The Institute for Embodiment TrainingJournal

I often get insights during my daily practices that eventually make their way into the books that I write. The purpose of the Journal section is to share some of these insights with you and to keep you abreast of the aspects of the practice that are currently drawing my attention. I will update this section every few months.

Sudaba™: the Surrendered Dance of Balance

The publication of the book Rumi, Gazing at the Beloved marks something of a milestone in my life. Thirty years ago, when I literally stumbled onto this practice, I knew that one of my homework assignments in this life would be to share these practices. Well, I've managed to complete that assignment, and the obvious question is: what's next?

The answer is Sudaba. While I've been reasonably successful in sharing the gazing practices, I've not yet been fully able to share the physical yoga of balance. I cannot overemphasize how important I believe these practices to be. In that human evolution is largely a matter of the human animal learning how to stand up straight, the Sudaba practices allow us to fulfill our evolutionary destiny.

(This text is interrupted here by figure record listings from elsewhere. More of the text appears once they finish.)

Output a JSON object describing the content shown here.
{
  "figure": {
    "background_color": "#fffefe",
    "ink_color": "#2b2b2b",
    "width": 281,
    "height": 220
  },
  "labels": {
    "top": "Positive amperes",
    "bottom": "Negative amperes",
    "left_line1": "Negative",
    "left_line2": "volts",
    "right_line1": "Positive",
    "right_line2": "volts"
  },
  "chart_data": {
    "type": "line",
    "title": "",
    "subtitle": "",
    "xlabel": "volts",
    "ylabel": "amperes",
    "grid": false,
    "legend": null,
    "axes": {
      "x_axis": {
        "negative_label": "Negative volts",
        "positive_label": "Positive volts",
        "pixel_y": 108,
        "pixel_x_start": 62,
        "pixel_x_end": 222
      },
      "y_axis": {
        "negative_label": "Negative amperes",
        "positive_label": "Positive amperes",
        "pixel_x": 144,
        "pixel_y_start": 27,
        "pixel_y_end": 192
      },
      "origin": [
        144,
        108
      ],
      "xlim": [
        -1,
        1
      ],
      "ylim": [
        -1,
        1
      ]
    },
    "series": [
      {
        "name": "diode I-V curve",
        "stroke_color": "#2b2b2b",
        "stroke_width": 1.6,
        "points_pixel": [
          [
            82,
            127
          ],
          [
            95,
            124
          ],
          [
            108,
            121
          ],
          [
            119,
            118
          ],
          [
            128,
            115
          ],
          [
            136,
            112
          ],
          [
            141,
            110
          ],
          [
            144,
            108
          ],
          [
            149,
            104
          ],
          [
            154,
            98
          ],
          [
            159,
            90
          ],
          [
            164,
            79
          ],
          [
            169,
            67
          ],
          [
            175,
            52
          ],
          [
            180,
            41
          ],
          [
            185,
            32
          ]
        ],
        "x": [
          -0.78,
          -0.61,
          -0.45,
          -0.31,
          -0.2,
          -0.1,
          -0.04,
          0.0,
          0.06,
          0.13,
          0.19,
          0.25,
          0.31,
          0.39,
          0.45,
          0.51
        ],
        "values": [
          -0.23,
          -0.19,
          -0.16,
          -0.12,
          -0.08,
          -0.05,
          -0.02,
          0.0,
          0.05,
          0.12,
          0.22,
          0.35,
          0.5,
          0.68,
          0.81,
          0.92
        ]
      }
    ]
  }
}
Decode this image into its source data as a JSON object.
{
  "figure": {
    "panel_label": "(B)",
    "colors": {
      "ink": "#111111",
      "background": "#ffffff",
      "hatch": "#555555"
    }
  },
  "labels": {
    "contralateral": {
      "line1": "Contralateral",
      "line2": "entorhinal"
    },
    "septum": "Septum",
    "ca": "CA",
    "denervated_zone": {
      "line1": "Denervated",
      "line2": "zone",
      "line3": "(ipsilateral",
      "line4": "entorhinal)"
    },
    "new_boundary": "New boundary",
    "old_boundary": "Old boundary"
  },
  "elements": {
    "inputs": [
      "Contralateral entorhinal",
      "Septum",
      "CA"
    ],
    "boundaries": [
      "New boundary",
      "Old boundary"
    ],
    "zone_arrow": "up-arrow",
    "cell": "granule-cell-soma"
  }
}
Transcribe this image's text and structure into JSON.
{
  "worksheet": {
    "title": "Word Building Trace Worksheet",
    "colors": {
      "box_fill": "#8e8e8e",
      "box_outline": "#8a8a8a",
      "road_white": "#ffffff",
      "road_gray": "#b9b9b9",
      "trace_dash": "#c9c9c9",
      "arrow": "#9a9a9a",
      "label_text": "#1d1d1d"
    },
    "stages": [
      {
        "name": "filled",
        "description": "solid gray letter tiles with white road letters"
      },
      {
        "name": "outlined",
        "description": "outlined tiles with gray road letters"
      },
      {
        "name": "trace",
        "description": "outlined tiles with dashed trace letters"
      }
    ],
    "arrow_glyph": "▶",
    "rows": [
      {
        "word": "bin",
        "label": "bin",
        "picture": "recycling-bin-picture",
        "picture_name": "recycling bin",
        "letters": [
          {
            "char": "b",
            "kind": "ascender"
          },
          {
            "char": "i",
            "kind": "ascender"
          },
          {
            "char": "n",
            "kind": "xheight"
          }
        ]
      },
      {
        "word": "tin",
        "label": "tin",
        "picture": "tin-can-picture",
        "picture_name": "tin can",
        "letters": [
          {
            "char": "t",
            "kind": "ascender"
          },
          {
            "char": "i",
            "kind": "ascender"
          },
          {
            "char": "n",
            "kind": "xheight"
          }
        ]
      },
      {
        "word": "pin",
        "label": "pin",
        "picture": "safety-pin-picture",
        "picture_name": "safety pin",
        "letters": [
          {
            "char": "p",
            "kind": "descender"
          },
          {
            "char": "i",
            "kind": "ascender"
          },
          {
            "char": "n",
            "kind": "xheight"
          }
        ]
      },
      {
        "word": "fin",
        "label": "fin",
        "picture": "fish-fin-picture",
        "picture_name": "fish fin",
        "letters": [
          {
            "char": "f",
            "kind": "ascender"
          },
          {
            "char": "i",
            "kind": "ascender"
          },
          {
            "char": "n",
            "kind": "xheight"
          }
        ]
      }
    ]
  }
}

There has always been a mystical side to Rolfing that has been largely ignored. Ida Rolf would speak passionately about her vision of what she called the Line, a condition of effortless balance in which gravity, not muscular effort, provides support for the upright body. She believed that enhanced structural balance would manifest as an evolved consciousness, a kind of birthright state for human beings similar to the highest states of all spiritual practices. Embodiment of the Line both opens and grounds the largely dormant evolutionary energies in the human body. These energies are wholly revered in many of the Hindu yoga systems and are altogether powerful and extraordinary.

Sudaba is the practice through which I explore what Dr. Rolf called the Line. It is a spontaneous movement and balance practice that leads you into very high, birthright states of consciousness, and I have developed a number of "somatic koans" for the practitioner of Sudaba to explore. These koans, rather than specific instructions will guide you in your practice:

1) Stand as tall as you can while remaining as relaxed as you can.

2) Feel the sensations in every small part and cell of the body.

3) Yield to the body's impulse to move.

4) Breathe the entire body.

5) Stay awake and aware as you surrender to the explosive energies that are routinely liberated.

My latst book, Yoga of the Mahamudra, describes the Sudaba practices in detail. In truth, the best way to open to the practice is to come and do it with me. Please check the Workshop section for an announcement of a Sudaba gathering that I want to hold in Costa Rica in January of 2006. As with the running practices that I described in the last Journal entry, the prudent use of homeopathic doses of sacrament can powerfully initiate Sudaba.

Rumi became an ecstatic dancer. Shiva brought dance to the planet. We are all Sudaba practitioners, whether we think we are or not. Every one of us is dancing our truth in this moment. What do you want your dance through life to be about?